The National Highway Traffic Safety Administration has terminated its inquiry into Tesla’s remote parking functionality, dubbed “Actually Smart Summon.” Regulators concluded that collisions linked to the feature occurred infrequently, at minimal velocities, and without serious consequences. In a Friday update, NHTSA emphasized that shuttering the probe does not equate to a determination that no safety defect exists, reserving the right to resume the investigation if warranted.
Launched via an over-the-air software patch in September 2024, “Actually Smart Summon” enables Tesla owners to command their vehicles to navigate autonomously at slow speeds using a smartphone application. The system relies exclusively on the car’s camera array for environmental perception, a departure from the prior “Smart Summon” iteration that incorporated ultrasonic sensors—hardware absent from newer Tesla models.
NHTSA initiated the investigation in January 2025 following dozens of crash reports associated with the feature. Analysis revealed that out of millions of Summon activations, fewer than one percent culminated in an incident, typically involving superficial property damage such as impacts with gates, stationary vehicles, or bollards. The agency documented “no reported incidents involving a vulnerable road user, injury, fatality, or major property damage as indicated by an air bag deployment or vehicle tow away.”
Investigators attributed most mishaps to inadequate environmental detection, either by the user or the automated system, often stemming from restricted visibility within the app’s camera feed. In some cases, snow accumulation obscured the camera lenses, a condition the software failed to identify. Tesla has deployed multiple software updates to enhance camera obstruction detection and object recognition capabilities, according to NHTSA’s findings.
This closure underscores the regulatory challenges in assessing advanced driver-assistance systems, where low-frequency, low-severity events may not warrant continued scrutiny. However, NHTSA’s caveat about potential defects highlights ongoing vigilance as autonomous features evolve. For developers and infrastructure teams, the case illustrates the critical need for robust sensor redundancy and real-time environmental monitoring in software-defined vehicles.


Assignment:
Where a line in the material below has the string "Image", please report it.

Provided information:

______

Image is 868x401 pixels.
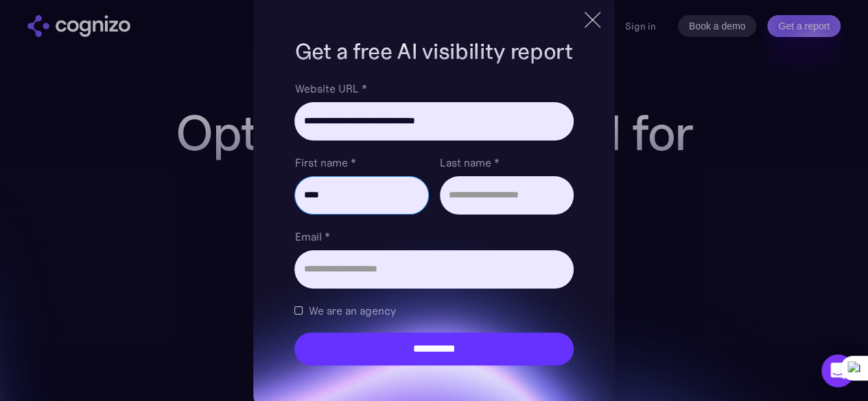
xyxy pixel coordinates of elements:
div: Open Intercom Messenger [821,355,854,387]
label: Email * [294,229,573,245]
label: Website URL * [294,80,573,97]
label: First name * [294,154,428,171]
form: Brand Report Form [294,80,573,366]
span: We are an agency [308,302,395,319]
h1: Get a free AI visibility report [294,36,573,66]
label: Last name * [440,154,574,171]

______

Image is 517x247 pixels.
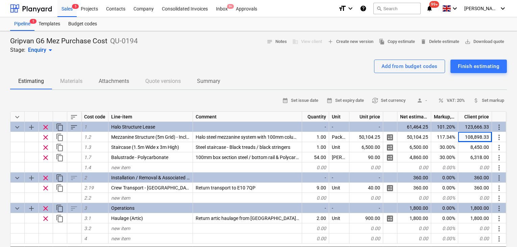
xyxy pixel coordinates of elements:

______

Output for this task:
Image is 868x401 pixels.
Image is 517x247 pixels.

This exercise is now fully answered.